Adding Language Support via Config (No Code Required)¶
lang-check supports two no-code ways to recognize additional file formats:
map a new extension onto an existing built-in language, or
define a Simplified Language Schema (SLS) in YAML for a format that does not have a built-in tree-sitter extractor.
This page focuses on the SLS workflow.
When to use an SLS schema¶
Use an SLS schema when:
the format is mostly line-oriented markup or config,
you can describe prose lines with regular expressions,
code blocks or metadata can be skipped with simple line or block rules, and
you do not want to write Rust or add a tree-sitter grammar.
Common examples include AsciiDoc, TOML-with-comments, INI-like formats, and project-specific note formats.
Where schema files live¶
Create schema files in your workspace at:
.langcheck/schemas/
lang-check loads every .yaml and .yml file from that directory in both the
CLI and the language-check server.
Example layout:
my-project/
.languagecheck.yaml
.langcheck/
schemas/
asciidoc.yaml
toml-notes.yml
Schema file format¶
Each schema file is a YAML object with these fields:
name: a human-readable language ID for the schema.extensions: file extensions handled by the schema, without leading dots.prose_patterns: regex rules for lines that count as prose.skip_patterns: regex rules for lines that should be ignored.skip_blocks: start/end regex pairs for multi-line blocks that should be ignored entirely.
Minimal shape:
name: my-format
extensions:
- myfmt
prose_patterns:
- pattern: "..."
skip_patterns:
- pattern: "..."
skip_blocks:
- start: "..."
end: "..."
prose_patterns¶
prose_patterns is a list of line-level regexes. A non-empty line is treated
as prose only if it matches at least one pattern.
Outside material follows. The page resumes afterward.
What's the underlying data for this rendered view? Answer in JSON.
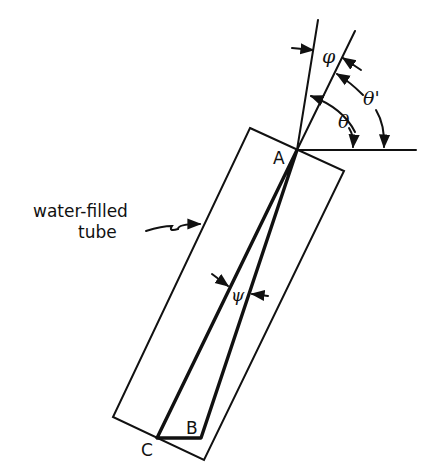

If you leave prose_patterns empty, every non-empty line is treated as prose
unless it is excluded by skip_patterns or skip_blocks.
skip_patterns¶
skip_patterns is a list of line-level regexes. If a line matches any of them,
that line is excluded from checking.
Use this for:
headings,
directive lines,
comments,
key/value assignments,
delimiter lines.
skip_blocks¶
skip_blocks defines multi-line regions to exclude. Each entry has:
start: regex for the opening line,end: regex for the closing line.
Once a start line matches, lang-check skips that line, everything inside the
block, and the closing delimiter line.
Use this for:
fenced code blocks,
literal blocks,
embedded scripts,
heredoc-style regions.
Worked Example: AsciiDoc¶
This schema treats normal text as prose, skips headings, and ignores fenced
listing blocks delimited by ----.
Create .langcheck/schemas/asciidoc.yaml in your workspace with:
name: asciidoc
extensions:
- adoc
- asciidoc
prose_patterns: []
skip_patterns:
- pattern: "^=+\\s"
skip_blocks:
- start: "^----\\s*$"
end: "^----\\s*$"
Sample file:
= Document Title
This is an test.
----
This is an test in code.
----
With the schema above:
the heading line is skipped by
skip_patterns,the fenced block is skipped by
skip_blocks,This is an test.is treated as prose and checked.
Verify it with:
language-check check path/to/file.adoc
Worked Example: TOML Notes¶
For a TOML-like file where only free-form comment lines should be checked:
name: toml-notes
extensions:
- toml
prose_patterns: []
skip_patterns:
- pattern: "^\\s*\\["
- pattern: "^\\s*\\w+\\s*="
skip_blocks: []
This will ignore tables and assignments while still checking plain text lines that do not match those patterns.
Built-in languages still win¶
SLS schemas are a fallback only. If a file extension already has a built-in tree-sitter extractor, lang-check keeps using the built-in extractor for that extension.
That means:
a custom
.rstschema will not replace the built-in reStructuredText extractor,a custom
.mdschema will not replace Markdown,schemas are primarily for new extensions that do not already have first-class support.
When to use extension aliases instead¶
If the new format is truly the same as an existing built-in format, a simple
extension alias in .languagecheck.yaml is usually better:
languages:
extensions:
markdown:
- mdx
That reuses the target language’s full tree-sitter extractor instead of the regex-based SLS fallback.
Limitations¶
SLS extraction is regex-based, not AST-aware.
Matching is line-oriented; nested syntax is not understood.
Block skipping depends entirely on your
start/endpatterns.If a format needs structural parsing, use the plugin workflow instead.
For a dedicated tree-sitter-based language integration, see guide-plugin-language.md.